Thursday, 21 August 2014

Lagos Appropriation Bill signed into law

NEWS 24
Lagos - Lagos State Governor, Babatunde Fashola, has signed a re-ordered 2014 Appropriation Bill into law in a move aimed at retaining the flexibility of government to meet the needs of the people.
The re-ordered budget total of N11,66 billion is made up of N7, 2 billion reordered into recurrent expenditure and N4,46 billion into capital expenditure representing a ratio of 51percent for capital to 49 percent to recurrent.
Speaking at the signing ceremony which took place at the Conference Room of the Lagos House, Ikeja, Fashola added that rather than increasing the budget size, the government was reordering its priorities.


He explained that the reordering has arisen from the increased need to spend a little more than anticipated on the delivery of housing stock as well as developments that have affected projections on incomes that have been made as receivables to the State University (LASU) which has changed somewhat and creating gaps that have to be filled, if LASU must continue to meet many of its obligations.

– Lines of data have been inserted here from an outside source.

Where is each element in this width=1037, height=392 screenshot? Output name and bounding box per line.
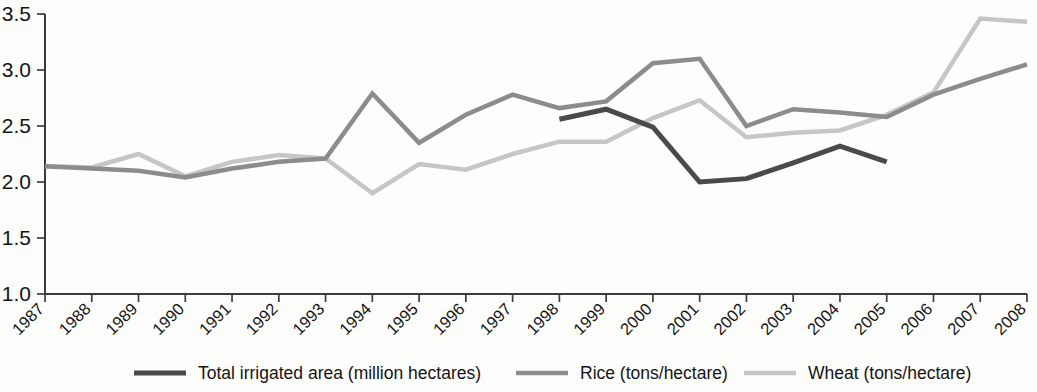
chart-canvas: 1.01.52.02.53.03.5 198719881989199019911… — [0, 0, 1037, 392]
y-axis-tick-label: 1.0 — [2, 282, 31, 305]
x-axis-tick-label: 2004 — [803, 299, 842, 338]
x-axis-tick-label: 1991 — [195, 299, 234, 338]
x-axis-tick-label: 1998 — [523, 299, 562, 338]
line-chart: 1.01.52.02.53.03.5 198719881989199019911… — [0, 0, 1037, 392]
x-axis-tick-label: 2000 — [616, 299, 655, 338]
x-axis-tick-label: 2008 — [990, 299, 1029, 338]
x-axis-tick-label: 1990 — [149, 299, 188, 338]
x-axis-tick-label: 1995 — [383, 299, 422, 338]
series-line-wheat — [45, 18, 1027, 193]
x-axis-tick-label: 2006 — [897, 299, 936, 338]
y-axis: 1.01.52.02.53.03.5 — [2, 2, 45, 305]
x-axis-tick-label: 2001 — [663, 299, 702, 338]
y-axis-tick-label: 3.5 — [2, 2, 31, 25]
x-axis-tick-label: 1996 — [429, 299, 468, 338]
chart-legend: Total irrigated area (million hectares)R… — [134, 363, 971, 383]
x-axis-tick-label: 1997 — [476, 299, 515, 338]
legend-label-rice: Rice (tons/hectare) — [580, 363, 728, 383]
x-axis-tick-label: 1987 — [8, 299, 47, 338]
legend-label-wheat: Wheat (tons/hectare) — [808, 363, 971, 383]
x-axis-tick-label: 1989 — [102, 299, 141, 338]
y-axis-tick-label: 2.5 — [2, 114, 31, 137]
legend-label-total-irrigated-area: Total irrigated area (million hectares) — [198, 363, 481, 383]
x-axis-tick-label: 2007 — [944, 299, 983, 338]
x-axis-tick-label: 1993 — [289, 299, 328, 338]
x-axis-tick-label: 2002 — [710, 299, 749, 338]
x-axis: 1987198819891990199119921993199419951996… — [8, 294, 1029, 338]
x-axis-tick-label: 2005 — [850, 299, 889, 338]
y-axis-tick-label: 2.0 — [2, 170, 31, 193]
x-axis-tick-label: 1988 — [55, 299, 94, 338]
y-axis-tick-label: 3.0 — [2, 58, 31, 81]
x-axis-tick-label: 1994 — [336, 299, 375, 338]
x-axis-tick-label: 1992 — [242, 299, 281, 338]
series-layer — [45, 18, 1027, 193]
x-axis-tick-label: 2003 — [757, 299, 796, 338]
y-axis-tick-label: 1.5 — [2, 226, 31, 249]
x-axis-tick-label: 1999 — [570, 299, 609, 338]
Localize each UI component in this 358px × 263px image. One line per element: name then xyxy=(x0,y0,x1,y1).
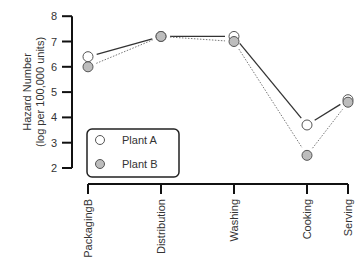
x-tick-label: Serving xyxy=(342,199,354,236)
x-tick-label: Washing xyxy=(228,199,240,241)
plant-b-marker xyxy=(343,97,353,107)
plant-b-line-segment xyxy=(239,49,302,148)
legend-marker-plant-a-icon xyxy=(96,136,105,145)
y-tick-label: 4 xyxy=(51,111,57,123)
plant-b-marker xyxy=(156,31,166,41)
legend: Plant A Plant B xyxy=(87,129,179,177)
plant-b-marker xyxy=(229,37,239,47)
plant-b-line-segment xyxy=(312,109,342,148)
legend-label-plant-a: Plant A xyxy=(122,134,158,146)
x-axis: PackagingBDistributionWashingCookingServ… xyxy=(82,184,354,258)
y-tick-label: 8 xyxy=(51,10,57,22)
legend-label-plant-b: Plant B xyxy=(122,158,157,170)
plant-a-marker xyxy=(83,52,93,62)
plant-a-line-segment xyxy=(315,104,341,120)
hazard-line-chart: 2345678 PackagingBDistributionWashingCoo… xyxy=(0,0,358,263)
y-tick-label: 6 xyxy=(51,61,57,73)
plant-b-marker xyxy=(302,150,312,160)
legend-marker-plant-b-icon xyxy=(96,160,105,169)
y-axis-title-line2: (log per 100,000 units) xyxy=(34,37,46,147)
y-tick-label: 7 xyxy=(51,36,57,48)
y-tick-label: 3 xyxy=(51,137,57,149)
y-axis: 2345678 xyxy=(51,10,72,174)
plant-b-line-segment xyxy=(170,37,225,41)
plant-b-marker xyxy=(83,62,93,72)
x-tick-label: Distribution xyxy=(155,199,167,254)
x-tick-label: Cooking xyxy=(301,199,313,239)
y-axis-title: Hazard Number (log per 100,000 units) xyxy=(21,37,46,147)
plant-a-line-segment xyxy=(240,43,302,118)
plant-a-marker xyxy=(302,120,312,130)
y-tick-label: 5 xyxy=(51,86,57,98)
x-tick-label: PackagingB xyxy=(82,199,94,258)
y-axis-title-line1: Hazard Number xyxy=(21,53,33,131)
y-tick-label: 2 xyxy=(51,162,57,174)
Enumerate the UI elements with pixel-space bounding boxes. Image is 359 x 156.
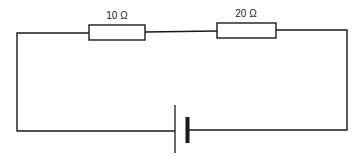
battery-negative-plate (186, 117, 190, 143)
circuit-diagram: 10 Ω 20 Ω (0, 0, 359, 156)
wire-right (188, 30, 347, 130)
wires (17, 30, 347, 131)
wire-left (17, 33, 175, 131)
resistor-label: 20 Ω (235, 8, 257, 19)
resistor-label: 10 Ω (106, 10, 128, 21)
resistor-10-ohm: 10 Ω (89, 10, 145, 40)
wire-top-middle (145, 31, 217, 32)
battery-cell (175, 105, 190, 153)
resistor-body (217, 23, 276, 38)
resistor-body (89, 25, 145, 40)
resistor-20-ohm: 20 Ω (217, 8, 276, 38)
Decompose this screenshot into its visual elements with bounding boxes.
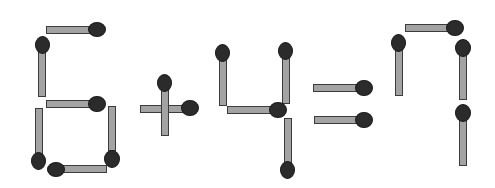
match-stick [46, 26, 91, 34]
match-stick [459, 54, 467, 100]
match-head-icon [455, 39, 471, 57]
match-head-icon [446, 20, 464, 36]
match-head-icon [31, 152, 46, 170]
match-head-icon [35, 36, 50, 54]
match-stick [405, 24, 449, 32]
match-head-icon [88, 22, 106, 37]
match-stick [395, 49, 403, 96]
match-stick [46, 100, 91, 108]
matchstick-puzzle [0, 0, 495, 188]
match-stick [459, 120, 467, 166]
match-head-icon [455, 104, 471, 122]
match-stick [35, 108, 43, 155]
match-head-icon [215, 44, 230, 62]
match-stick [108, 106, 116, 151]
match-head-icon [157, 74, 172, 92]
match-stick [219, 59, 227, 106]
match-head-icon [278, 42, 293, 60]
match-head-icon [47, 162, 65, 177]
match-head-icon [280, 161, 295, 179]
match-stick [62, 165, 107, 173]
match-stick [161, 89, 169, 136]
match-head-icon [355, 112, 373, 128]
match-head-icon [181, 100, 199, 116]
match-head-icon [355, 80, 373, 96]
match-head-icon [88, 96, 106, 112]
match-head-icon [391, 34, 406, 52]
match-stick [38, 50, 46, 97]
match-stick [284, 118, 292, 164]
match-stick [314, 116, 358, 124]
match-head-icon [269, 102, 287, 118]
match-stick [313, 84, 357, 92]
match-stick [282, 57, 290, 104]
match-stick [227, 106, 271, 114]
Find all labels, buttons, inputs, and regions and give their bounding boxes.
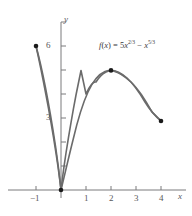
data-point-local-maximum <box>109 68 114 73</box>
function-curve-right-branch <box>61 70 161 190</box>
data-point-cusp-origin <box>59 188 64 193</box>
plot-area <box>0 0 192 216</box>
function-equation-label: f(x) = 5x2/3 − x5/3 <box>99 41 155 50</box>
x-tick-label-2: 2 <box>109 194 114 203</box>
x-tick-label-1: 1 <box>84 194 89 203</box>
x-tick-label-4: 4 <box>159 194 164 203</box>
x-axis-ticks <box>36 186 161 190</box>
data-point-right-endpoint <box>159 119 164 124</box>
function-equals: = <box>111 40 120 50</box>
y-axis-ticks <box>61 22 66 166</box>
function-curve <box>36 46 161 190</box>
x-axis-label: x <box>178 192 182 201</box>
x-tick-label--1: −1 <box>30 194 40 203</box>
y-tick-label-6: 6 <box>46 41 51 50</box>
data-point-left-endpoint <box>34 44 39 49</box>
function-term2-exponent: 5/3 <box>148 39 155 45</box>
x-tick-label-3: 3 <box>134 194 139 203</box>
function-term1-exponent: 2/3 <box>128 39 135 45</box>
y-tick-label-3: 3 <box>46 113 51 122</box>
function-minus: − <box>135 40 144 50</box>
y-axis-label: y <box>64 15 68 24</box>
function-graph-figure: −1 1 2 3 4 6 3 x y f(x) = 5x2/3 − x5/3 <box>0 0 192 216</box>
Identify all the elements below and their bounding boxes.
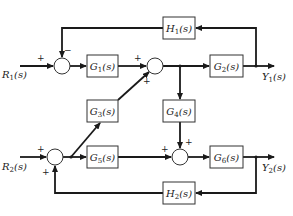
- sign-s4-g4: +: [185, 137, 193, 147]
- branch-point-y2: [254, 155, 257, 158]
- summing-junction-1: [54, 58, 70, 74]
- block-g2: G2(s): [210, 55, 243, 77]
- summing-junction-3: [47, 149, 63, 165]
- h2-to-s3-wire: [55, 166, 163, 193]
- branch-point-g3: [69, 155, 72, 158]
- input-r1-label: R1(s): [1, 69, 27, 82]
- input-r2-label: R2(s): [1, 161, 27, 174]
- block-g5: G5(s): [87, 146, 118, 168]
- block-diagram: G1(s) G2(s) H1(s) G3(s) G4(s) G5(s) G6(s…: [0, 0, 293, 216]
- h1-to-s1-wire: [62, 28, 163, 57]
- branch-point-y1: [254, 64, 257, 67]
- summing-junction-2: [147, 58, 163, 74]
- block-h1: H1(s): [163, 17, 195, 39]
- block-g6: G6(s): [210, 146, 243, 168]
- branch-point-g4: [178, 64, 181, 67]
- summing-junction-4: [172, 149, 188, 165]
- block-g3: G3(s): [87, 100, 118, 122]
- sign-s3-feedback: +: [42, 167, 50, 177]
- sign-s1-feedback: −: [64, 45, 72, 55]
- sign-s2-input: +: [134, 53, 142, 63]
- sign-s3-input: +: [37, 144, 45, 154]
- sign-s2-g3: +: [143, 76, 151, 86]
- output-y2-label: Y2(s): [262, 162, 286, 175]
- block-g4: G4(s): [163, 100, 195, 122]
- block-h2: H2(s): [163, 182, 195, 204]
- bottom-path-wires: [20, 72, 274, 193]
- block-g1: G1(s): [87, 55, 118, 77]
- sign-s4-input: +: [161, 144, 169, 154]
- output-y1-label: Y1(s): [262, 71, 286, 84]
- sign-s1-input: +: [37, 53, 45, 63]
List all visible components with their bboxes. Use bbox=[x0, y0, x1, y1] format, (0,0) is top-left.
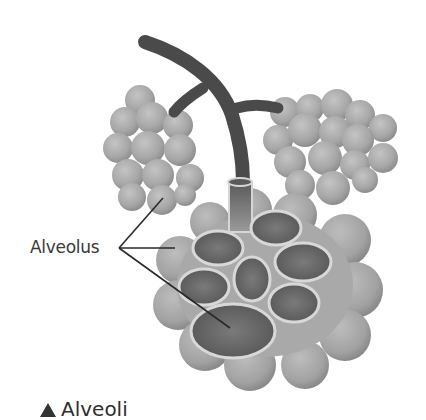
caption-text: Alveoli bbox=[61, 399, 128, 419]
triangle-up-icon bbox=[40, 403, 56, 417]
alveolus-label: Alveolus bbox=[30, 239, 99, 256]
alveoli-diagram bbox=[0, 0, 426, 420]
figure-caption: Alveoli bbox=[40, 399, 128, 419]
alveolar-duct bbox=[228, 178, 252, 232]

“It also arises from an opportunity to benefit from Counterpart Funding which we did not anticipate in the beginning of the year from Department for International Development(DFID) and enables us to access N1 billon if we put another N1 billion for this year and we would then budget for the remainder of the second phase of the project next year.”
He added, If do access that as this budget will permit us to, it will help start a project that enables us to fill the failure that we are experiencing in the power gap, supply of regular power to our schools through innovative solar projects which the DFID wants us to undertake, so about 172 schools and 11 Primary Health Care Centres (PHC) will benefit from that.”


The governor explained that the learning environment, the teaching environment as well as the healthcare environment would ultimately benefit from the reordering, adding that there are also continuing demand for services daily and an increasing population.

According to the Governor, while some of the service requirements could be shelved, some could not and the state wanted to accommodate as much as it could this year.
“The security challenge remains there and we are only able to stay abreast of it if we keep all of the apparatus, men and personnel in tip-top condition. Of course, there is medical development as well because every year, this government sponsors citizens young, old, not so old who have complex ailments that we do not have local, national specialties for to overseas, often for surgical interventions,” he said.